I get the feeling that the original article was written from too much of an internalised NT perspective. While there are some advantages to the social model of disability, such as workplace accommodations where - or rather, if - you can get them, these address aspects about how autistic people function differently from the culture around them. But cultures aren't set in stone - they change, differ and evolve. Someone who is noticeably on the spectrum (to themselves and others) in one culture could be less noticeably so in another, without any change in who they are and how they function, based solely on the demands of their surrounding culture. Personally, I need an impairment to be more stable across changing and, frankly, arbitrary, circumstances before I declare it fully fledged disability.
Because if we do that, then truthfully, we can apply it to anyone. And that's what this article overlooks. From the article: "Autistic people have impairments, such as in language and sensory processing." There's another side to that coin that would let me say, with some justification, "Allistic people lack singular focus and require too much social and societal input into their choices and thought process in order to function."
Although it almost sounds like it, I am not advocating against the social model of disability. Nonetheless, I don't see the medical and the social model of disability as analogous, and the social model more as an auxilliary concept in order to get what accommodations we need, whenever possible, in an overbearing culture not suited to us. But I think it's a mistake to lose sight of the fact that these accommodations are needed because, and only because, the culture around us is one that prioritises different traits based on what most people can and cannot do. What's a disability and what isn't is a numbers game, in this case. If the tables were turned, then, with a period of adjustment while culture catches up, the other side might be claiming social model disability because, living in a culture not geared towards their strengths and designed to cushion their weaknesses, it would be they would who would find the shortcomings and inabilities of their neurology magnified.
The social model has its use as an auxilliary concept where absolutely needed, but I just can't get behind blanketly calling something a disability if it's as arbitrary as I've described above.
Also, I am not sure where the author of the article got enough of this opionion from in order to find it significant: "Opponents of neurodiversity sometimes describe is [sic] as the idea that autism is ‘just a brain difference’." I suspect a false equivalence, but I can't tell from this quote alone whether the people who described autism as "just a brain difference" really also identified or acted as opponents of neurodiversity or whether the author assumes that that's what they are. Either way, I don't see how you can be an opponent of neurodiversity while you're actually agreeing that there are brain differences, with or without the "just", even though I can see how the "just" can sound flippant.
I'm not willing to agree that I'm disabled under any model as long as I can work under some conceivably realistic circumstances, move without assistance and look after myself and even others without feeling a lack in my life. I'm by no means happy with everything in my life and I do suffer under the demands of the culture surrounding me. But that's where I assign the blame to. Not me. Because it's not directly necessary for survival for that culture to be this way. And it's not directly necessary for my survival to be neurologically identical to most people, even if it's hard. Where's the disability? I'm not ready to base something as big as that on flaky cultural standards.
Of course, as with any spectrum, there comes a point where working and living without assistance and looking after oneself is no longer possible. However, I am veering towards the view that that's where the medical model of disability begins to catch and the social model stops to apply: if one's neurology does not allow self-sufficient living as it is commonly understood (i.e. supporting oneself, not farming one's own food), as in - even if the surrounding culture were adjusted to one's needs self-sufficient living wouldn't be possible - then this would clearly be classified as a disease, and the medical model would apply.
I'm starting to wonder why I differ so significantly in opinion from many in the online autistic community (because online is all I have, I don't know any identified autistic people offline). Because, as far as Asperger's (my adult diagnosis)/HFA (my diagnosis in adolescence) goes, I'm not especially "mild", even if I had to learn to ape well due to the sink-or-swim situation my family of origin put me in growing up. Perhaps it's because I'm not in America (i.e. cultural differences), perhaps my strengths happen to compensate just enough for my weaknesses, perhaps not buying into being defective allowed me to be more ruthless about getting my needs met as soon as this was possible so that I didn't burn out as much as others, perhaps it's the dumb luck of having met mostly the right people and having a live-and-let-live environment, at least privately. The first is certainly true because I can work part-time on a salary with all benefits and a humble pension fund.
But I've also seen enough NTs burn out and get sick from common societal demands and pressures to believe that the tenets of social model disability are something that neurodiverse people have a singular claim to or need for, and that waters down the whole concept itself considerably.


→ WORK INSTRUCTION: Would you please restate all of the entries exactly, apart from the pictures?

[[ RECORDS FOR THIS EXERCISE, beginning ]]

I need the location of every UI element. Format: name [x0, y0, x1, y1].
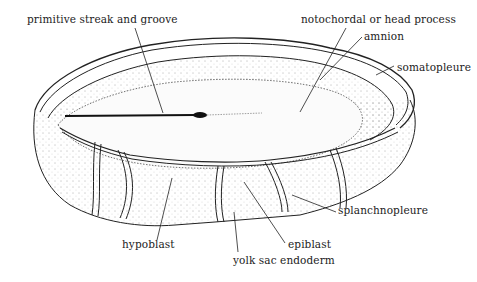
primitive-streak	[65, 115, 195, 116]
label-yolk-sac-endoderm: yolk sac endoderm	[233, 254, 335, 266]
label-splanchnopleure: splanchnopleure	[338, 204, 428, 216]
label-somatopleure: somatopleure	[397, 61, 471, 73]
label-amnion: amnion	[364, 30, 404, 42]
embryo-diagram: primitive streak and groove notochordal …	[0, 0, 477, 282]
label-notochordal-process: notochordal or head process	[301, 13, 456, 25]
label-epiblast: epiblast	[288, 238, 331, 250]
label-primitive-streak: primitive streak and groove	[27, 13, 178, 25]
embryo-illustration	[0, 0, 477, 282]
label-hypoblast: hypoblast	[122, 238, 175, 250]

[[ RECORDS FOR THIS EXERCISE, end ]]

→ PROBLEM SOLUTION:
I need the location of every UI element. Format: name [x0, y0, x1, y1].
primitive-streak	[65, 115, 195, 116]
label-yolk-sac-endoderm: yolk sac endoderm	[233, 254, 335, 266]
label-splanchnopleure: splanchnopleure	[338, 204, 428, 216]
label-somatopleure: somatopleure	[397, 61, 471, 73]
label-amnion: amnion	[364, 30, 404, 42]
embryo-diagram: primitive streak and groove notochordal …	[0, 0, 477, 282]
label-notochordal-process: notochordal or head process	[301, 13, 456, 25]
label-epiblast: epiblast	[288, 238, 331, 250]
label-primitive-streak: primitive streak and groove	[27, 13, 178, 25]
embryo-illustration	[0, 0, 477, 282]
label-hypoblast: hypoblast	[122, 238, 175, 250]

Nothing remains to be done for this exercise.